TheWrap has confirmed that the deal hasn’t closed yet but she is very much in talks. The new “28 Years Later” trilogy will be produced by Boyle, Garland, Andrew Macdonald, Peter Rice and Bernie Bellew. “28 Days Later” star Cillian Murphy (who may or may not be returning for the new films) will executive produce the trilogy.

The second part of the “28 Years Later” trilogy is meant to shoot almost immediately after Boyle finishes production on the first film, hence Sony eying DaCosta so soon. Garland, whose “Civil War” opens this weekend from A24, will write all three movies.

DaCosta also directed “Hedda,” based on the play “Hedda Gabler” by Henrik Ibsen, with Tessa Thompson in the leading role, coming from Amazon MGM Studios’ Orion Pictures. That film also stars Imogen Poots, Tom Bateman and Nina Hoss. Production got underway in January in the United Kingdom.

“28 Days Later” was originally released back in 2002. It was a radical rejuvenation of the, at the time, moribund zombie genre. Murphy starred as a bike courier who gets hit by a car and falls into a coma. When he wakes up he finds a London almost totally devoid of (human) life, eventually falling in with a group of survivors (including Naomi Harris and Brendan Gleeson) who are attempting to navigate their new, zombie-plagued world.

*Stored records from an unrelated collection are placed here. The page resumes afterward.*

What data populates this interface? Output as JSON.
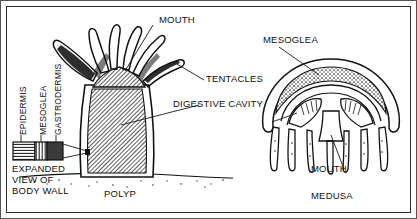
{
  "figure": {
    "kind": "cnidarian-body-forms-diagram",
    "style": "black-and-white line drawing"
  },
  "labels": {
    "mouth_polyp": "MOUTH",
    "tentacles": "TENTACLES",
    "digestive_cavity": "DIGESTIVE CAVITY",
    "mesoglea_medusa": "MESOGLEA",
    "mouth_medusa": "MOUTH",
    "medusa": "MEDUSA",
    "polyp": "POLYP"
  },
  "wall_layers": {
    "epidermis": "EPIDERMIS",
    "mesoglea": "MESOGLEA",
    "gastrodermis": "GASTRODERMIS"
  },
  "inset_caption": {
    "line1": "EXPANDED",
    "line2": "VIEW OF",
    "line3": "BODY WALL"
  },
  "colors": {
    "ink": "#111111",
    "paper": "#ffffff",
    "border": "#2b2b2b"
  }
}
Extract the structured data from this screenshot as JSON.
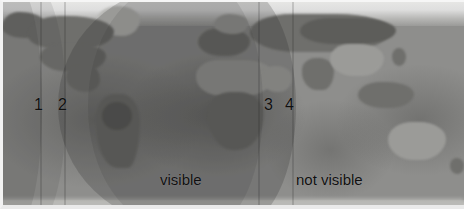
{
  "figure": {
    "name": "satellite-visibility-world-map",
    "projection": "equirectangular-world-map",
    "width": 464,
    "height": 209
  },
  "map": {
    "base_color": "#8e8e8c",
    "land_color": "#6f6f6c",
    "ice_color": "#e4e4e2",
    "ocean_color": "#7e7e7c"
  },
  "overlay": {
    "name": "visibility-footprint",
    "fill_color": "#242422",
    "opacity": "0.20",
    "right_edge_x": 296
  },
  "labels": {
    "markers": [
      {
        "id": "1",
        "text": "1",
        "x": 34,
        "y": 97
      },
      {
        "id": "2",
        "text": "2",
        "x": 58,
        "y": 97
      },
      {
        "id": "3",
        "text": "3",
        "x": 264,
        "y": 97
      },
      {
        "id": "4",
        "text": "4",
        "x": 285,
        "y": 97
      }
    ],
    "zones": [
      {
        "id": "visible",
        "text": "visible",
        "x": 160,
        "y": 172
      },
      {
        "id": "not-visible",
        "text": "not visible",
        "x": 296,
        "y": 172
      }
    ]
  },
  "regions": {
    "north_america": "North America",
    "south_america": "South America",
    "europe": "Europe",
    "africa": "Africa",
    "asia": "Asia",
    "australia": "Australia",
    "greenland": "Greenland",
    "antarctica": "Antarctica"
  }
}
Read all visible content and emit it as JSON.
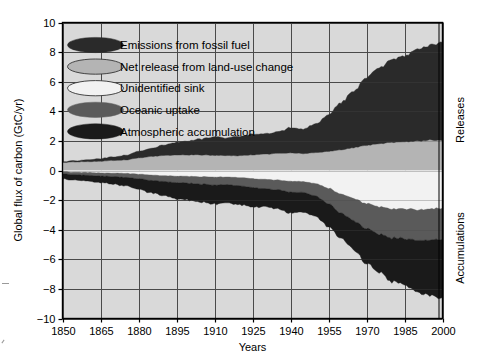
{
  "chart_data": {
    "type": "area",
    "title": "",
    "xlabel": "Years",
    "ylabel": "Global flux of carbon (GtC/yr)",
    "xlim": [
      1850,
      2000
    ],
    "ylim": [
      -10,
      10
    ],
    "xticks": [
      1850,
      1865,
      1880,
      1895,
      1910,
      1925,
      1940,
      1955,
      1970,
      1985,
      2000
    ],
    "yticks": [
      10,
      8,
      6,
      4,
      2,
      0,
      -2,
      -4,
      -6,
      -8,
      -10
    ],
    "grid": true,
    "legend_position": "upper-left-inside",
    "side_labels": {
      "upper": "Releases",
      "lower": "Accumulations"
    },
    "colors": {
      "emissions_fossil_fuel": "#2a2a2a",
      "net_release_land_use": "#b4b4b4",
      "unidentified_sink": "#f2f2f2",
      "oceanic_uptake": "#5a5a5a",
      "atmospheric_accumulation": "#1a1a1a",
      "plot_background": "#d9d9d9",
      "gridline": "#4a4a4a",
      "axis": "#000000"
    },
    "x": [
      1850,
      1855,
      1860,
      1865,
      1870,
      1875,
      1880,
      1885,
      1890,
      1895,
      1900,
      1905,
      1910,
      1915,
      1920,
      1925,
      1930,
      1935,
      1940,
      1945,
      1950,
      1955,
      1960,
      1965,
      1970,
      1975,
      1980,
      1985,
      1990,
      1995,
      2000
    ],
    "series": [
      {
        "name": "Net release from land-use change",
        "key": "net_release_land_use",
        "sign": "positive",
        "values": [
          0.55,
          0.58,
          0.6,
          0.63,
          0.68,
          0.72,
          0.85,
          0.95,
          1.0,
          1.05,
          1.05,
          1.05,
          1.02,
          1.0,
          1.0,
          1.05,
          1.1,
          1.15,
          1.18,
          1.15,
          1.2,
          1.3,
          1.4,
          1.55,
          1.7,
          1.8,
          1.9,
          1.95,
          2.0,
          2.05,
          2.05
        ]
      },
      {
        "name": "Emissions from fossil fuel",
        "key": "emissions_fossil_fuel",
        "sign": "positive",
        "values": [
          0.05,
          0.08,
          0.12,
          0.18,
          0.25,
          0.32,
          0.45,
          0.55,
          0.7,
          0.85,
          0.95,
          1.1,
          1.25,
          1.2,
          1.3,
          1.4,
          1.35,
          1.45,
          1.7,
          1.65,
          1.95,
          2.5,
          3.2,
          3.8,
          4.6,
          5.1,
          5.6,
          5.8,
          6.2,
          6.4,
          6.6
        ]
      },
      {
        "name": "Unidentified sink",
        "key": "unidentified_sink",
        "sign": "negative",
        "values": [
          0.1,
          0.12,
          0.14,
          0.16,
          0.18,
          0.2,
          0.25,
          0.3,
          0.35,
          0.38,
          0.4,
          0.42,
          0.45,
          0.45,
          0.48,
          0.55,
          0.6,
          0.65,
          0.72,
          0.75,
          0.9,
          1.2,
          1.6,
          1.9,
          2.25,
          2.45,
          2.6,
          2.6,
          2.65,
          2.6,
          2.55
        ]
      },
      {
        "name": "Oceanic uptake",
        "key": "oceanic_uptake",
        "sign": "negative",
        "values": [
          0.15,
          0.17,
          0.19,
          0.21,
          0.24,
          0.27,
          0.32,
          0.36,
          0.4,
          0.44,
          0.47,
          0.5,
          0.53,
          0.52,
          0.55,
          0.6,
          0.62,
          0.66,
          0.74,
          0.72,
          0.85,
          1.05,
          1.3,
          1.5,
          1.7,
          1.85,
          1.95,
          2.0,
          2.05,
          2.1,
          2.1
        ]
      },
      {
        "name": "Atmospheric accumulation",
        "key": "atmospheric_accumulation",
        "sign": "negative",
        "values": [
          0.35,
          0.37,
          0.39,
          0.44,
          0.51,
          0.57,
          0.73,
          0.84,
          0.95,
          1.08,
          1.13,
          1.23,
          1.29,
          1.23,
          1.27,
          1.3,
          1.23,
          1.29,
          1.42,
          1.33,
          1.4,
          1.55,
          1.7,
          1.95,
          2.35,
          2.6,
          2.95,
          3.15,
          3.5,
          3.75,
          4.0
        ]
      }
    ]
  },
  "legend": {
    "items": [
      {
        "label": "Emissions from fossil fuel",
        "marker": "ellipse-dark",
        "key": "emissions_fossil_fuel"
      },
      {
        "label": "Net release from land-use change",
        "marker": "ellipse-light-gray",
        "key": "net_release_land_use"
      },
      {
        "label": "Unidentified sink",
        "marker": "ellipse-white",
        "key": "unidentified_sink"
      },
      {
        "label": "Oceanic uptake",
        "marker": "ellipse-mid-gray",
        "key": "oceanic_uptake"
      },
      {
        "label": "Atmospheric accumulation",
        "marker": "ellipse-black",
        "key": "atmospheric_accumulation"
      }
    ]
  }
}
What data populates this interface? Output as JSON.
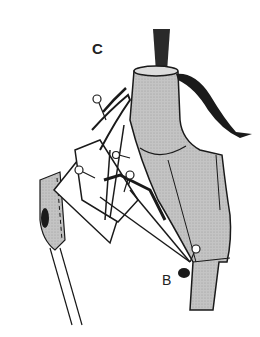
{
  "diagram": {
    "type": "illustration",
    "labels": {
      "c": "C",
      "b": "B"
    },
    "colors": {
      "form_fill": "#b8b8b8",
      "stroke": "#1a1a1a",
      "background": "#ffffff",
      "post": "#2a2a2a"
    }
  }
}
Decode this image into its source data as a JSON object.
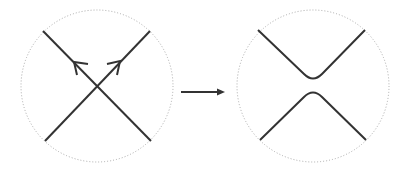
{
  "diagram": {
    "colors": {
      "stroke": "#333333",
      "circle": "#aaaaaa",
      "background": "#ffffff"
    },
    "left_panel": {
      "label": "",
      "kind": "oriented crossing",
      "arrow_directions": [
        "up-left",
        "up-right"
      ]
    },
    "transition_arrow": {
      "label": ""
    },
    "right_panel": {
      "label": "",
      "kind": "oriented smoothing"
    }
  }
}
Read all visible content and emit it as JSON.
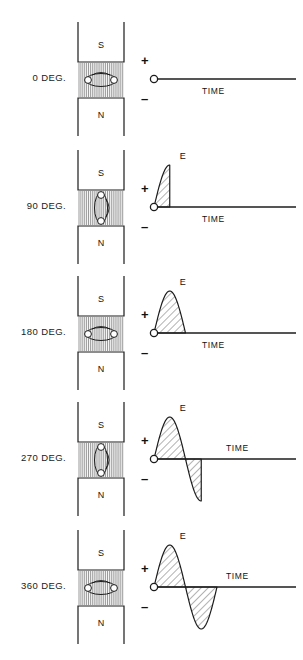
{
  "figure": {
    "colors": {
      "ink": "#1c1c1c",
      "background": "#ffffff",
      "hatch": "#4a4a4a",
      "flux": "#6e6e6e"
    }
  },
  "axis": {
    "plus_sign": "+",
    "minus_sign": "–",
    "time_label": "TIME",
    "emf_label": "E"
  },
  "poles": {
    "top": "S",
    "bottom": "N"
  },
  "rows": [
    {
      "degree_label": "0 DEG.",
      "degrees": 0,
      "coil_orientation": "horizontal",
      "time_label_position": "below-axis",
      "emf_label_shown": false,
      "waveform": "flat"
    },
    {
      "degree_label": "90 DEG.",
      "degrees": 90,
      "coil_orientation": "vertical",
      "time_label_position": "below-axis",
      "emf_label_shown": true,
      "waveform": "quarter-rise-positive"
    },
    {
      "degree_label": "180 DEG.",
      "degrees": 180,
      "coil_orientation": "horizontal",
      "time_label_position": "below-axis",
      "emf_label_shown": true,
      "waveform": "positive-half-lobe"
    },
    {
      "degree_label": "270 DEG.",
      "degrees": 270,
      "coil_orientation": "vertical",
      "time_label_position": "above-axis",
      "emf_label_shown": true,
      "waveform": "positive-half-plus-negative-quarter"
    },
    {
      "degree_label": "360 DEG.",
      "degrees": 360,
      "coil_orientation": "horizontal",
      "time_label_position": "above-axis",
      "emf_label_shown": true,
      "waveform": "full-sine-cycle"
    }
  ],
  "chart_data": {
    "type": "line",
    "xlabel": "TIME",
    "ylabel": "E",
    "ylim": [
      -1,
      1
    ],
    "grid": false,
    "legend": null,
    "series": [
      {
        "name": "0 DEG.",
        "phase_end_deg": 0,
        "x": [
          0,
          90,
          180,
          270,
          360
        ],
        "values": [
          0,
          0,
          0,
          0,
          0
        ]
      },
      {
        "name": "90 DEG.",
        "phase_end_deg": 90,
        "x": [
          0,
          30,
          60,
          90
        ],
        "values": [
          0,
          0.5,
          0.87,
          1.0
        ]
      },
      {
        "name": "180 DEG.",
        "phase_end_deg": 180,
        "x": [
          0,
          45,
          90,
          135,
          180
        ],
        "values": [
          0,
          0.71,
          1.0,
          0.71,
          0
        ]
      },
      {
        "name": "270 DEG.",
        "phase_end_deg": 270,
        "x": [
          0,
          45,
          90,
          135,
          180,
          225,
          270
        ],
        "values": [
          0,
          0.71,
          1.0,
          0.71,
          0,
          -0.71,
          -1.0
        ]
      },
      {
        "name": "360 DEG.",
        "phase_end_deg": 360,
        "x": [
          0,
          45,
          90,
          135,
          180,
          225,
          270,
          315,
          360
        ],
        "values": [
          0,
          0.71,
          1.0,
          0.71,
          0,
          -0.71,
          -1.0,
          -0.71,
          0
        ]
      }
    ]
  }
}
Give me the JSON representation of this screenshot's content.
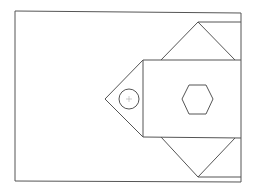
{
  "diagram": {
    "type": "line-drawing",
    "stroke_color": "#555555",
    "background": "#ffffff",
    "shapes": [
      {
        "name": "outer-frame",
        "kind": "rect"
      },
      {
        "name": "center-rect",
        "kind": "rect"
      },
      {
        "name": "top-triangle",
        "kind": "triangle"
      },
      {
        "name": "bottom-triangle",
        "kind": "triangle"
      },
      {
        "name": "left-triangle",
        "kind": "triangle"
      },
      {
        "name": "circle-marker",
        "kind": "circle"
      },
      {
        "name": "hexagon",
        "kind": "hexagon"
      }
    ]
  }
}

Shot in crummy digital photography that only heightened the uncomfortable realism, “28 Days Later” was a sensation, making almost $85 million on an $8 million budget.

There was a sequel, “28 Weeks Later,” released in 2007, with a completely new cast (including Robert Carlyle, Rose Byrne and a pre-MCU Jeremy Renner) and Boyle and Garland only tangentially involved. That makes “28 Years Later” a true sequel, even if Murphy doesn’t decide to return.

On a recent video promoting “Civil War,” Garland has admitted that the script for “28 Years Later” has been delivered and a major source for inspiration was Ken Loach’s 1969 film “Kes” (based on the 1968 novel “A Kestrel for a Knave” written by Barry Hines). “I think the script I’ve delivered and ‘Kes’ are both focused around the experience of a young lad,” Garland said.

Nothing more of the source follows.